Can you expand on the applications you deployed kea in?

Arcanum is an awesome game. Shame the OST was never released on vinyl.

Worth qualifying as Prey (2017). Somewhat related[1] to Prey(2006) which is also a great game. Chris did not work on the 2006 one.

[1]: it's complicated.


Yes, the 2017 one is what I mean.

I think the overlapping names might even be why I overlooked it. Didn’t realize it was a new game.


IIRC it was supposed to be a sequel for 2006 one at some point, but some development and name rights shenanigans happened.

When it was developed as a sequel, the story was completely different.


Built a NAS last winter using the same case. Temps for HDDs used to be in mid-50s C with no fan and about 40 with the stock fan. The case-native backplane thingamajig does not provide any sort of pwm control if the fan is plugged in, so it's either full blast or nothing. I swapped the fan for a Thermalright TL-B12 and the HDDs are now happily chugging along at about 37 with the fan barely perceptible. Hddfancontrol ramps it up based on the output of smartctl.

Case can actually fit a low-profile discrete GPU, there's about half height worth of space.


> any sort of pwm control if the fan is plugged in, so it's either full blast or nothing

Got a new network switch that runs somewhat hot (TP-Link) and it's behaving the same way, built-in fan runs either not at all, or at 100% (and noisy at that). Installed OpenWRT on it briefly, before discovering 10Gbe NIC didn't work with OpenWRT, and it had much better fan control. Why is it so hard to just place a basic curve on the fan control based on the hardware temperature? All the sensors and controllers are there apparently, just a software thing...


I have an impression that both noise level and power consumption are not a priority for home network equipment manufactures. After moving to a new house and connecting to another ISP I've got an ISP modem-router which: 1. has a fan and while it's quiet it's not silent 2. consumes around 20 Wt, not much but working 24x7 it would cost around £45/year at current electricity rates.

I think it's technically possible to make a modem which will consume less power and use passive coiling but I don't think they (ISP and device manufacturer) care.

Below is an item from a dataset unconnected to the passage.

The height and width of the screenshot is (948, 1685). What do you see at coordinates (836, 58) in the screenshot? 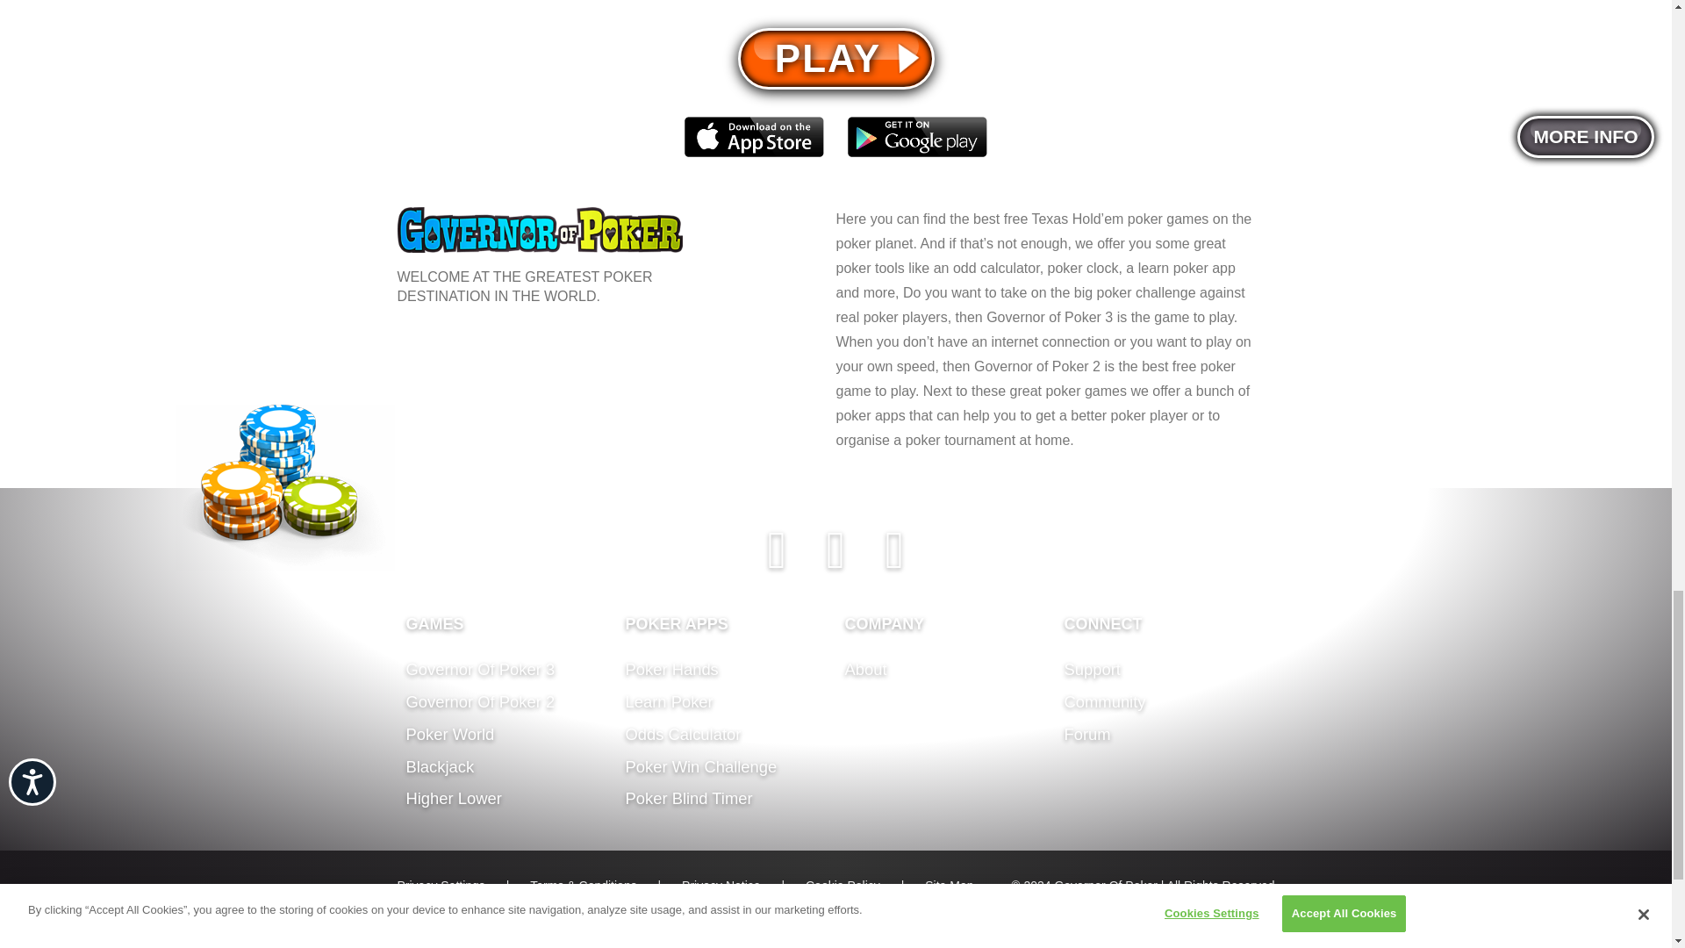
I see `PLAY` at bounding box center [836, 58].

FWIW, there's a step by step soldering guide in the readme:

https://github.com/PegorK/f32#building-the-f32

It looks doable, but of course a lot of carefulling is required when placing the components.


Are you running a Radxa x4 or something else?


No, I’ve got something much bigger than the rpi form factor, but still very small in absolute terms, it isn’t a beelink, but something quite similar.


Power supplies may fail in a cascading manner. Unless it's something like a fuse that was blown due to a known external event, one broken component can take out a couple of friends with it.

If you can get a new board for 40$, that's probably the best course of action.


It's a prominent element of the civilization of Ardrites from the planet of Enteropia; see "Sepulkaria"


There are IM groups where folks mail around breakout boards. There is, AFAIK, no point to the board after the inital rooting.


Yeah I just found someone on reddit who no longer needed their breakout board, so I sent them a shipping label and that was that.